Jiahong Li, Smithsonian Environmental Research Center, Edgewater, MD21037, lij@si.edu
Thomas L Powell, Smithsonian Environmental Research Center, Edgewater, MD21037, powellt@si.edu
David P Johnson, Smithsonian Environmental Research Center, Edgewater, MD21037, johnsondp@si.edu
Charles Ross Hinkle, Department of Biology, University of Central Florida, Orlando 32816, USA, rhinkle@ucf.edu
Bert G Drake, Smithsonian Environmental Research Center, Edgewater, MD21037, drakeb@si.edu (Presenting)

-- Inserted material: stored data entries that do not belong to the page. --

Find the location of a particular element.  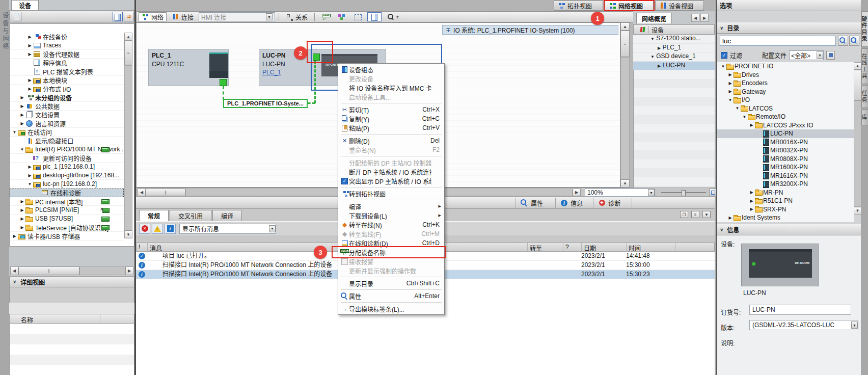

tree-item: ▶ 未分组的设备 is located at coordinates (67, 98).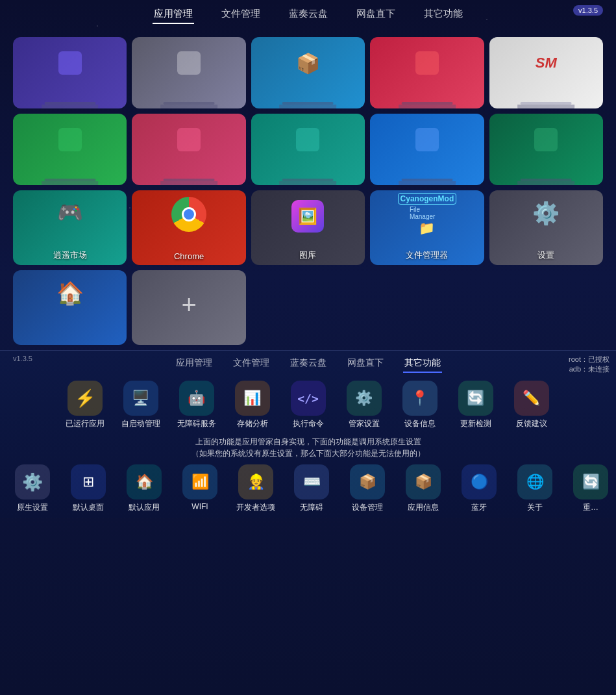 This screenshot has height=695, width=616. Describe the element at coordinates (308, 14) in the screenshot. I see `tab-cloud: 蓝奏云盘` at that location.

Ecosystem carbon and water cycles are closely linked through water-use efficiency (WUE). It is essential to know how WUE would change in the predicted global climate change scenarios. The Florida scrub-oak ecosystem was exposed to elevated atmospheric CO2 (ambient plus 350 µmol mol-1 CO2) in large open-top chambers (eight ambient, eight elevated) from 1995 to 2007, The objectives of this study were (i) to quantify water-use efficiency, which is defined as the ratio of net ecosystem CO2 exchange (NEE) to evapotranspiration (ET), at ambient and elevated CO2, and (ii) to determine the mechanisms underlying the CO2 effect. Open-top chambers were used as gas exchange cuvettes to measure NEE and ET about 10 days each month. At normal ambient CO2, NEE, ET and WUE measured using this method were not different from simultaneous measurements using eddy covariance on the same stand. But at elevated CO2, WUE was doubled to increasing in NEE and reduced ET. Increased NEE resulted from enhanced LAI and leaf photosynthesis while reduced ET was caused by closure of stomata.